Prague, March 22 (CTK) – Helena Stachova, a puppeteer who played the key female roles of Manicka and Mrs Katerina in the comic tales of the Spejbl & Hurvinek (S+H) Puppet Theatre, which she headed from 1996, died last night at the age of 72 at home, her daughter Denisa Kirschnerova told CTK.
“Despite the long struggle with a serious illness, my mum devoted herself to the theatre, to which she dedicated both her professional and personal life, until the last moment. We will try to keep the theatre life of our wooden family alive,” Kirschnerova said.

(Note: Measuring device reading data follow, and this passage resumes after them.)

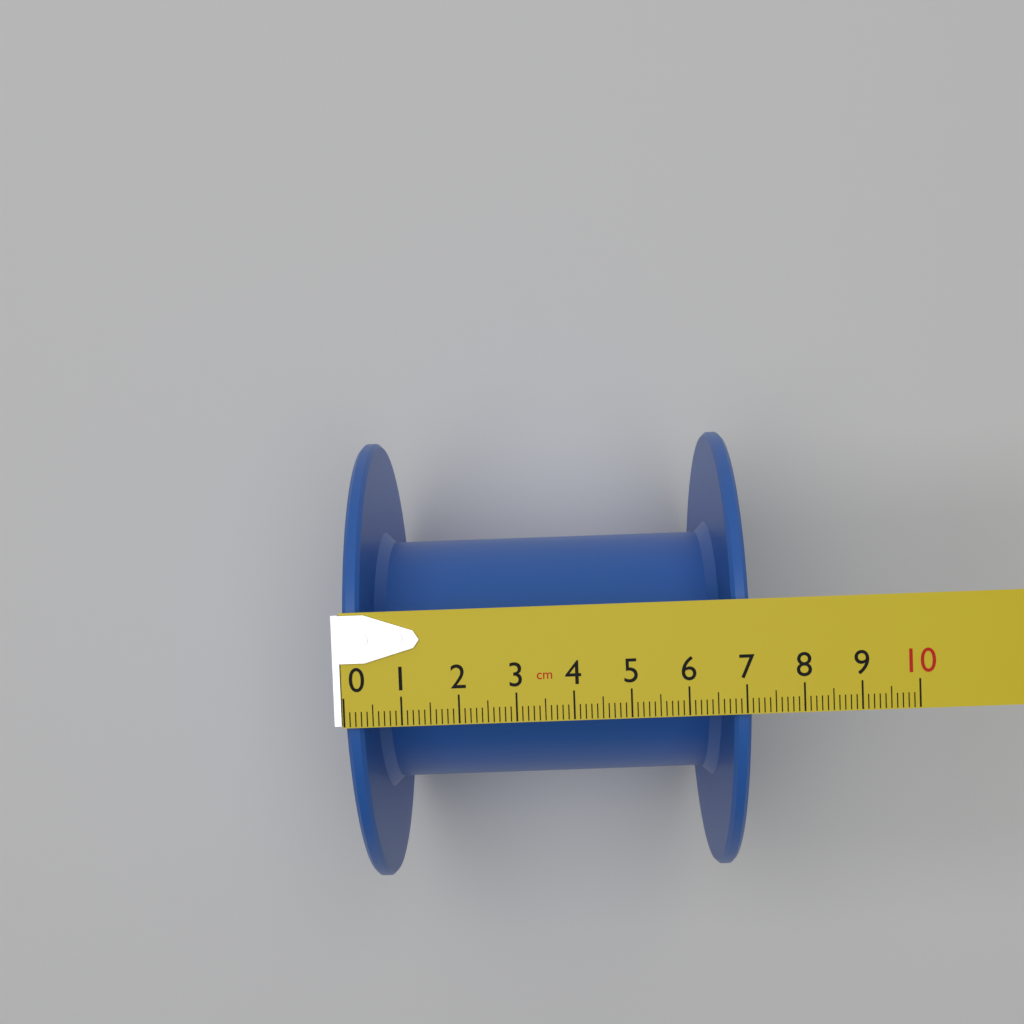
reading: 7.1 cm
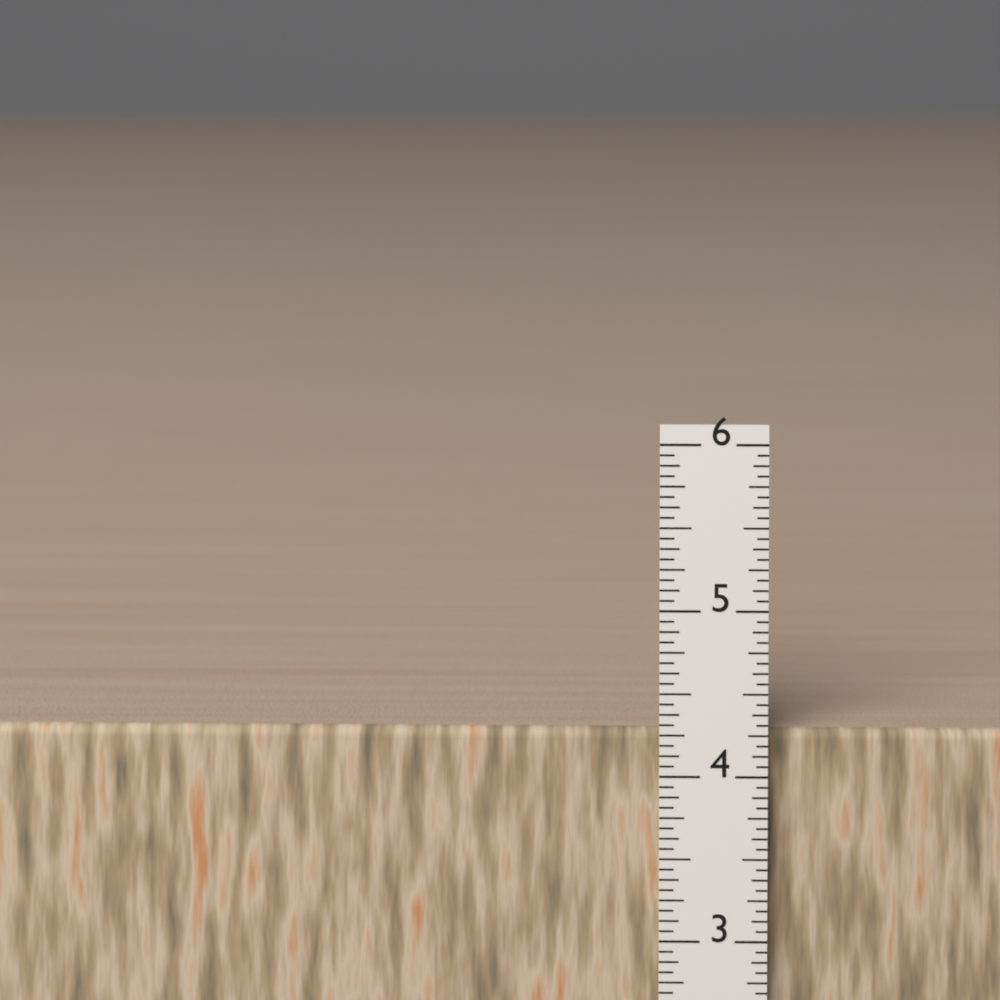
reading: 4.2500 in
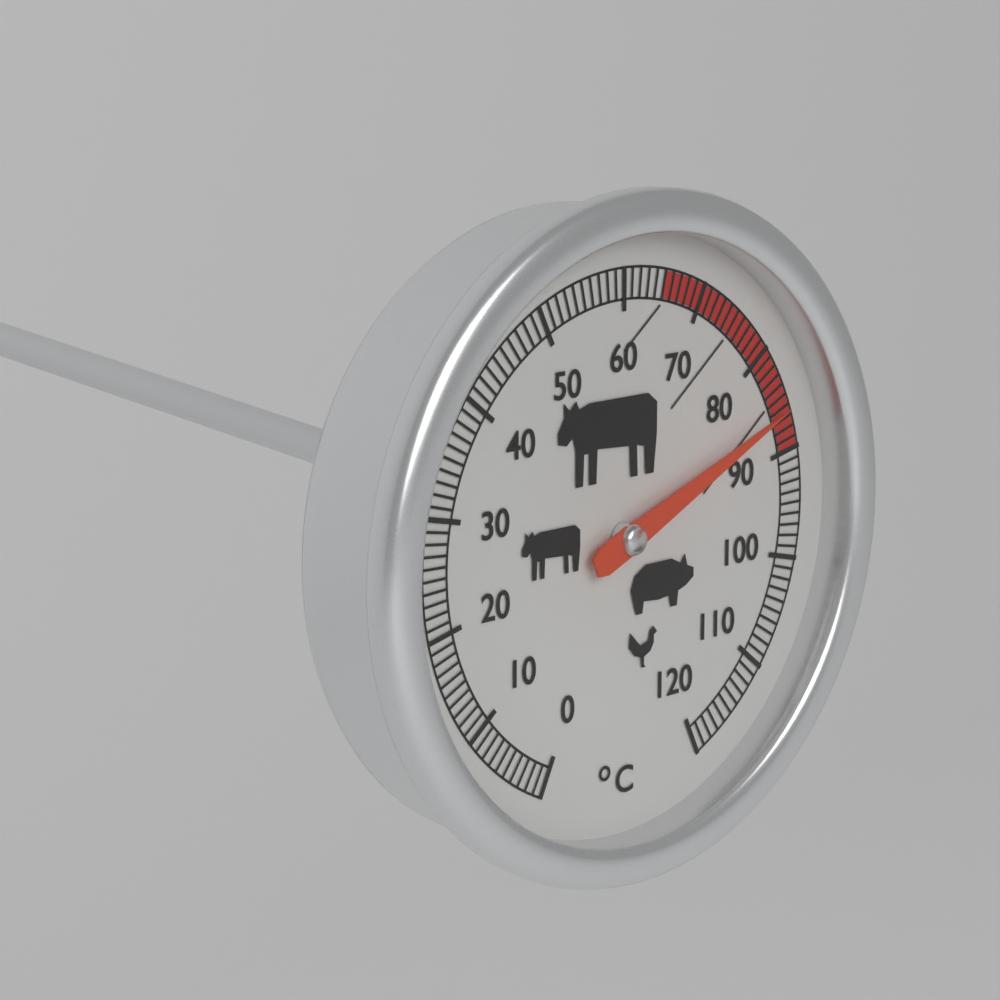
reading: 86 °C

Stachova joined the S+H theatre when she finished her secondary school studies. After graduating from the Theatre Faculty of the Academy of Performing Arts in Prague (DAMU), she became a member of the popular ensemble in 1966. In the 1967 she started playing the role of the girl Manicka who was the main partner of the father and son team of Spejbl (Spaybul) and Hurvinek (Hurveenek).
She married the theatre director and puppeteer Milos Kirschner (1927-1996) who created a new puppet character of granny Mrs Katerina for her in 1971. Manicka and Katerina have become the female counterparts of Spejbl and Hurvinek and they are highly popular in the Czech Republic.
Stachova started playing the female roles also in foreign languages. The theatre has been travelling all around the world, performing in the languages of the host countries. Under Kirschner, it had performances in 18 languages, and under his successor Martin Klasek in 12 languages.
Klasek said he joined the ensemble at the age of 16 and performed 44 years together with Stachova. “She was the soul of the theatre,” he said.
Due to Stachova’s illness, Marie Simsova started playing the role of Manicka lin 2016.
Stachova also worked for the radio and television. In the Czech version of American animated sitcom The Simpsons, she speaks the part of Lisa Simpson. She wrote Czech plays for both children and adults, several books and many scripts. She directed her own plays and was the theatre’s manager after her husband’s death.
The Czech record company Supraphon has issued more than five million records, tapes and CDs with Spejbl and Hurvinek plays.
In 2008, Stachova won the right to use the characters of Spejbl and Hurvinek after an eight-year-long court dispute, thanks to which the theatre could continue its work.
Being founded by Josef Skupa (1892-1957) in 1930, the Spejbl and Hurvinek theatre was the first professional puppet ensemble in the country. Skupa named Kirschner his follower in the interpretation of Spejbl and Hurvinek, and Kirschner later named Klasek in the same way.
Skupa worked for the S+H puppet theatre 30 years, Kirscher 44 years and Stachova 50 years. “I would never change this joint path of ours for anything,” she said previously.